What you’ll learn in this

  • Why PaaS can become a financial trap at scale
  • How we identified the workloads to move
  • The cost breakdown before and after the migration
  • The challenges we faced and how we solved them
  • Lessons you can apply if you’re making a similar move

The wake-up call

We hit the tipping point during a review. Our finance team noticed that most of our operating expenses were going into cloud services. For a company still chasing profitability, that was very unsustainable.
Here’s what our original setup looked like:
ComponentService on Google CloudMonthly Cost
App RuntimeCloud Run$1,600
Database (Postgres)Cloud SQL$1,200
Redis CacheMemorystore$322
Background WorkersCloud Tasks$400
Logging & MonitoringCloud Ops Suite$100
Add-ons / NetworkingCloud NAT + Load Balancer$500
Total$4,122
On paper, we were paying for lots of infrastructure. In reality, most of our workloads were predictable and steady, which meant we were paying a premium for features we rarely used.

The turning point

Our CEO asked a simple question:
“What would this cost if we just ran it on VMs?” I mean, we are building the next big thing for servers: backend infrastructure for compute. Why don’t we implement it internally?
We modelled the numbers. The same workloads, if sized correctly and run on dedicated VMs with automation in place. That meant potential savings in figures too big to ignore. We migrated everything to Google Compute Engine VMs, but used Clouddley as our platform to manage:
  • Provisioning
  • Networking (DNS, TLS, Load Balancing)
  • Observability (Logs, Metrics, Alerts)
  • Backup & Failover
  • Secrets & CI/CD
The best part?
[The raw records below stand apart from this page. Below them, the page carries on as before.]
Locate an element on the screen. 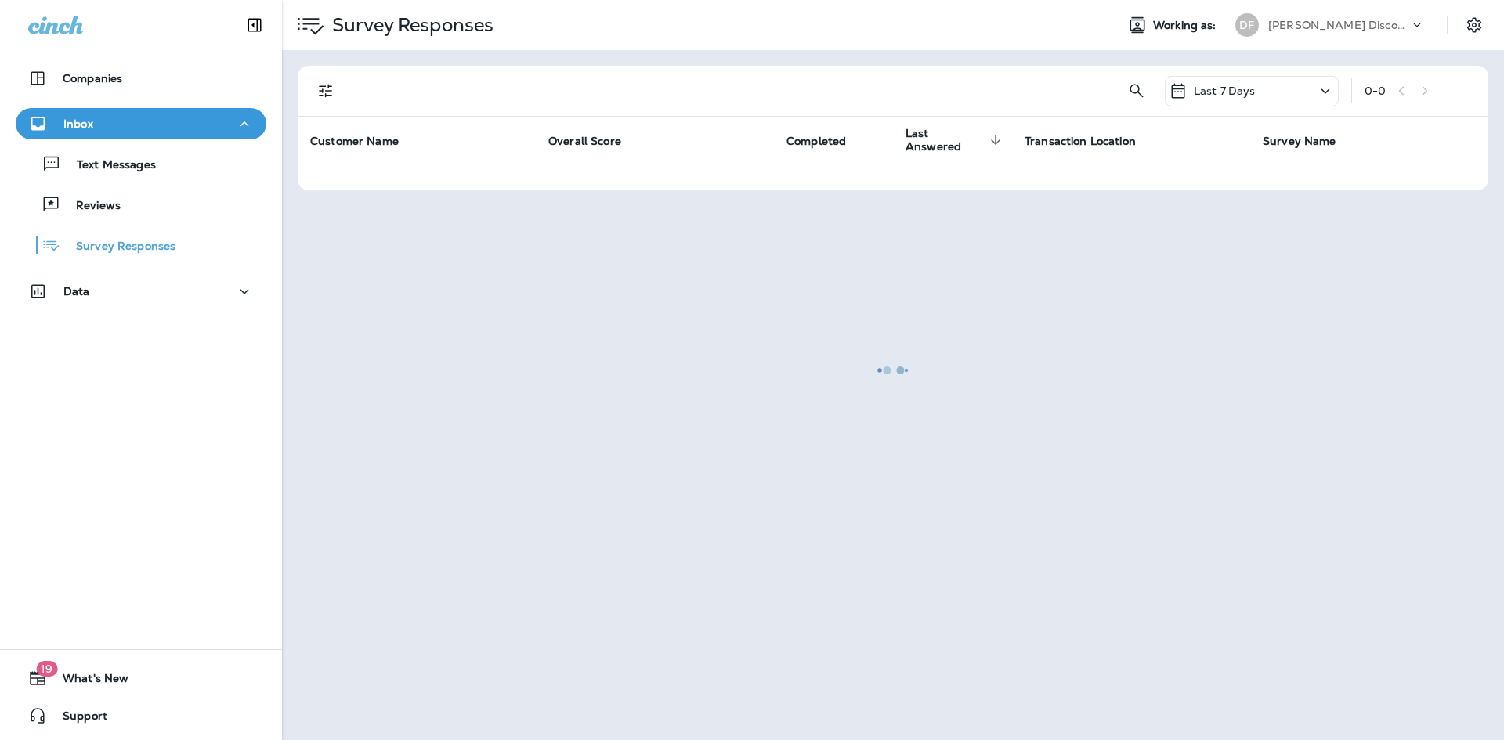 This screenshot has width=1504, height=740. span: What's New is located at coordinates (88, 682).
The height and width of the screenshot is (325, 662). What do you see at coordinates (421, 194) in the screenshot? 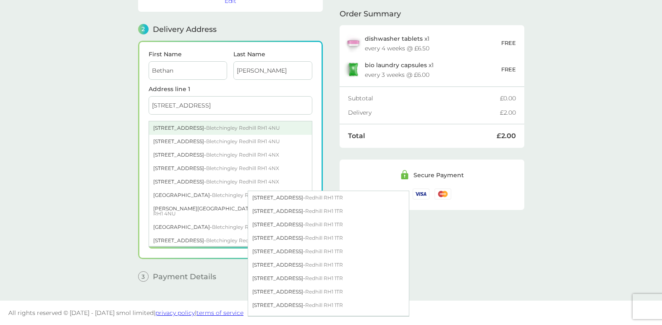
I see `img: /assets/icons/cards/visa.svg` at bounding box center [421, 194].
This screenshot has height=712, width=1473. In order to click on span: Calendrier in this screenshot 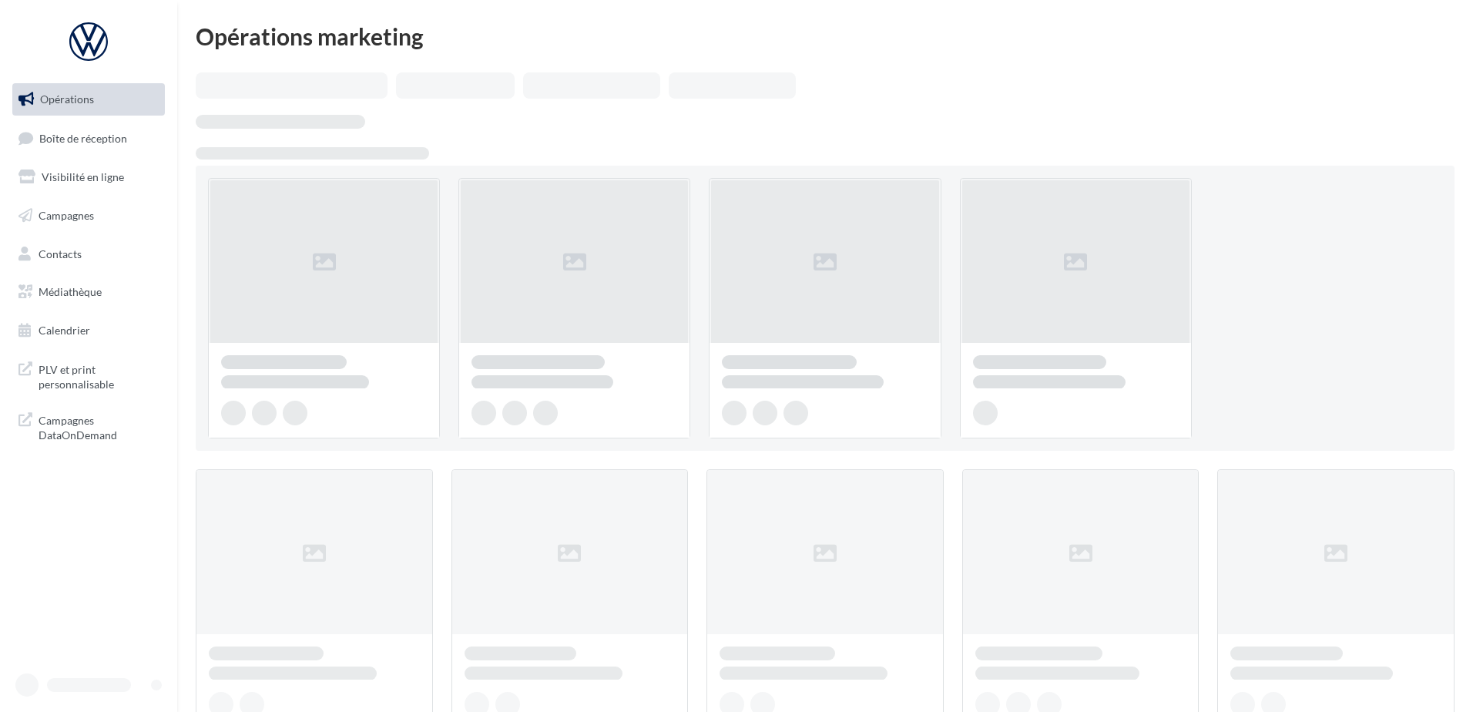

Clouddley gives us all that for free — no markup, no monthly license, just full access to our own Google Cloud account.

The migration journey

We didn’t jump in blindly. We built a migration plan in three phases: 1. Audit and identify
We tagged and tracked workloads for 30 days. The result confirmed what we suspected:
  • 70% of compute usage was flat and predictable.
  • Less than 15% of workloads had spiky, unpredictable traffic.
  • Databases were overprovisioned by at least 40%.
2. Pilot migration
We started small, moving background workers and a staging environment to VMs. Within a month, we reduced the bill without service disruption. That gave us confidence to move production workloads, and we did.
3. Full rollout
Over three months, we migrated:
  • App servers → VM pool behind a managed load balancer.
  • Redis cache → self-managed on VMs.
  • Worker queues → smaller VM fleet that scaled with demand.

The outcome

Now this is what the new setup looks like New Setup (Fully on VMs)
ComponentMonthly Cost
App servers (GCE)x2VM$650
PostgreSQL DB (GCE)$700
Redis (GCE)$250
Workers (GCE)$200
Monitoring & LogsFree
Total$1,800

The results

  • 60%+ cost reduction
  • More predictable performance (no cold starts, full CPU control)
  • Full visibility into workloads, disk, memory, and traffic
  • No vendor lock-in — all infra runs in our own Google Cloud project
  • Ability to scale compute up or down as needed — no PaaS limits

The bigger picture

Cutting 60% from our cloud bill wasn’t just about saving money. It gave us:
  • Financial headroom to invest in new product features.
  • Operational control to fine-tune workloads for performance.
  • Strategic flexibility to mix PaaS and VMs instead of being locked in.
The cloud is about choice. Sometimes that means choosing convenience, other times it means choosing control. For us, making that choice, workload by workload, unlocked massive savings and made our business more resilient.

Getting started with Clouddley?

A backend infrastructure for your own compute. Run apps, databases, brokers, and AI workloads on your VMs, bare metal, or VPS.